───── Data for processing
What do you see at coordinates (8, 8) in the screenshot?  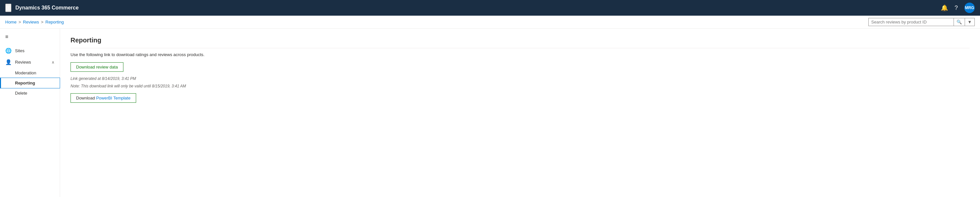 I see `grid-menu-icon: ⊞` at bounding box center [8, 8].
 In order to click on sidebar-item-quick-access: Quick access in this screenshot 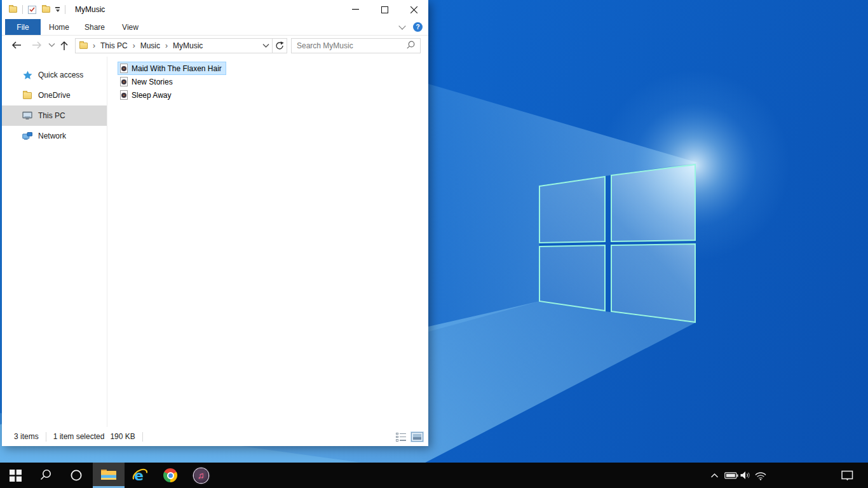, I will do `click(55, 75)`.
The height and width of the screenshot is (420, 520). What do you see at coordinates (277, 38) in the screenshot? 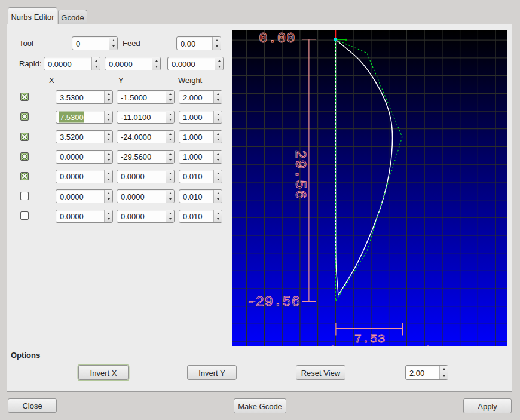
I see `svg-text: 0.00` at bounding box center [277, 38].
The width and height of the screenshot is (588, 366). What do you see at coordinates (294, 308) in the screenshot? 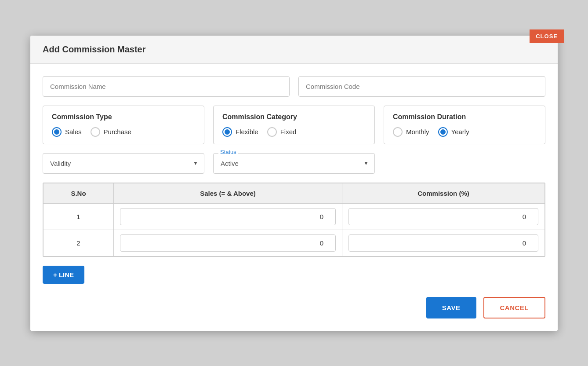
I see `footer-buttons: SAVE CANCEL` at bounding box center [294, 308].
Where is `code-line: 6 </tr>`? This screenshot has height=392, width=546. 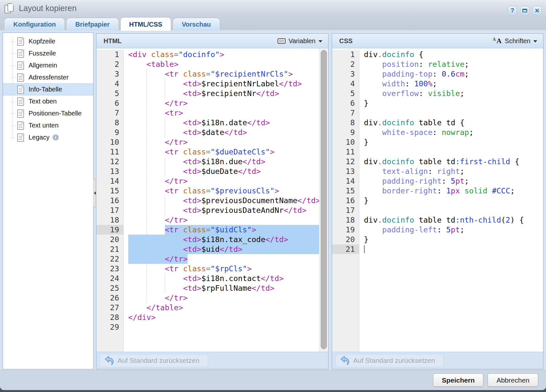
code-line: 6 </tr> is located at coordinates (212, 103).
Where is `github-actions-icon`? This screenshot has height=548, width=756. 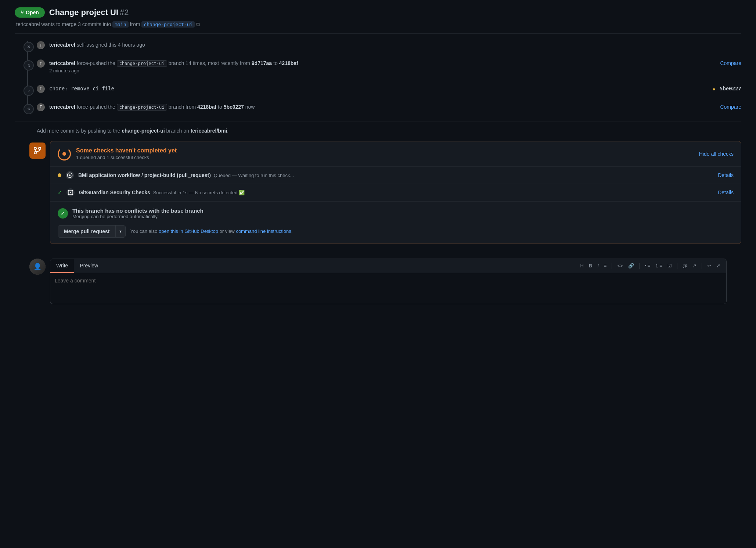 github-actions-icon is located at coordinates (70, 175).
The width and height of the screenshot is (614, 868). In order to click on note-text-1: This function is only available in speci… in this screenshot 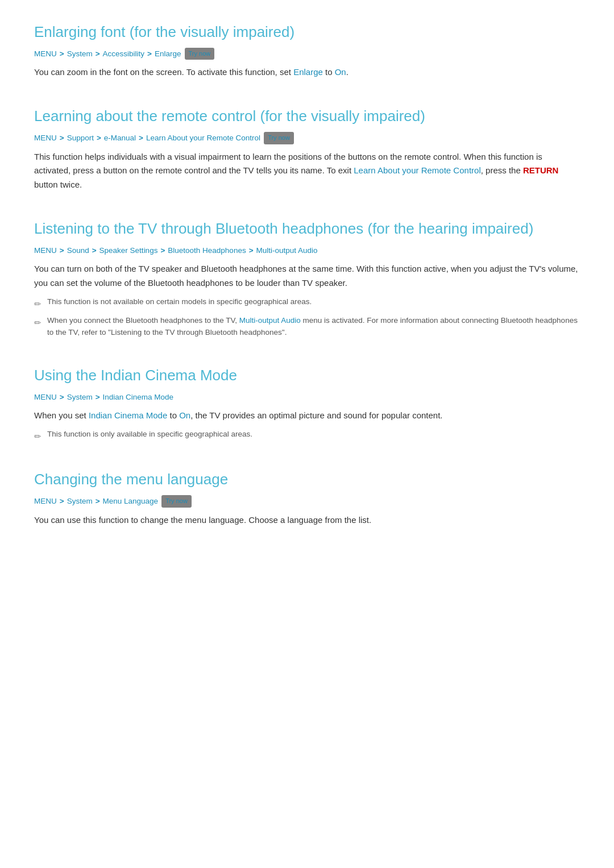, I will do `click(150, 434)`.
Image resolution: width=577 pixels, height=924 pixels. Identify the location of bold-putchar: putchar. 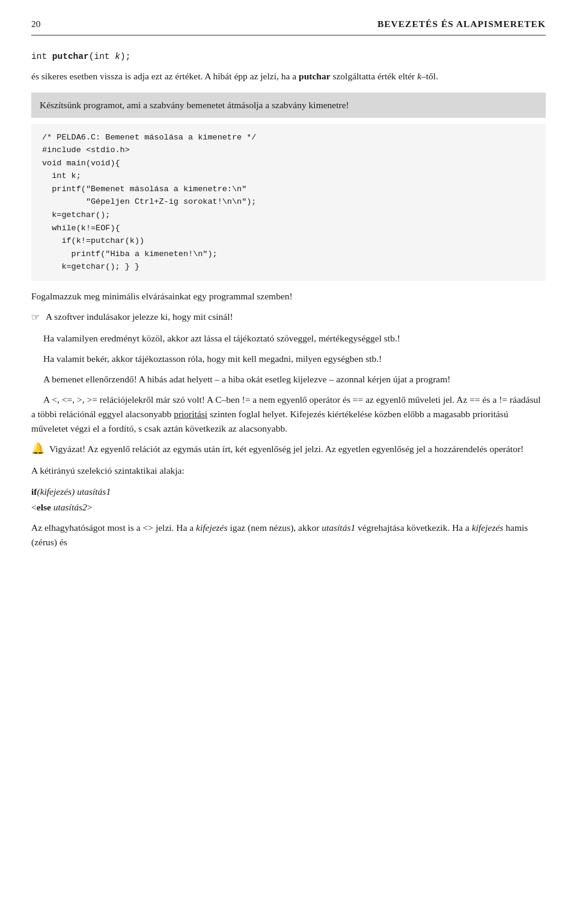
(315, 76).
──────────
■ **Requirement**
The required output is every line from the one containing "Image resolution: width=577" through the last line of the data above, restated exactly and without pictures.

■ **Output for this task**
Image resolution: width=577 pixels, height=924 pixels. Identify the location of bold-putchar: putchar. 
(315, 76).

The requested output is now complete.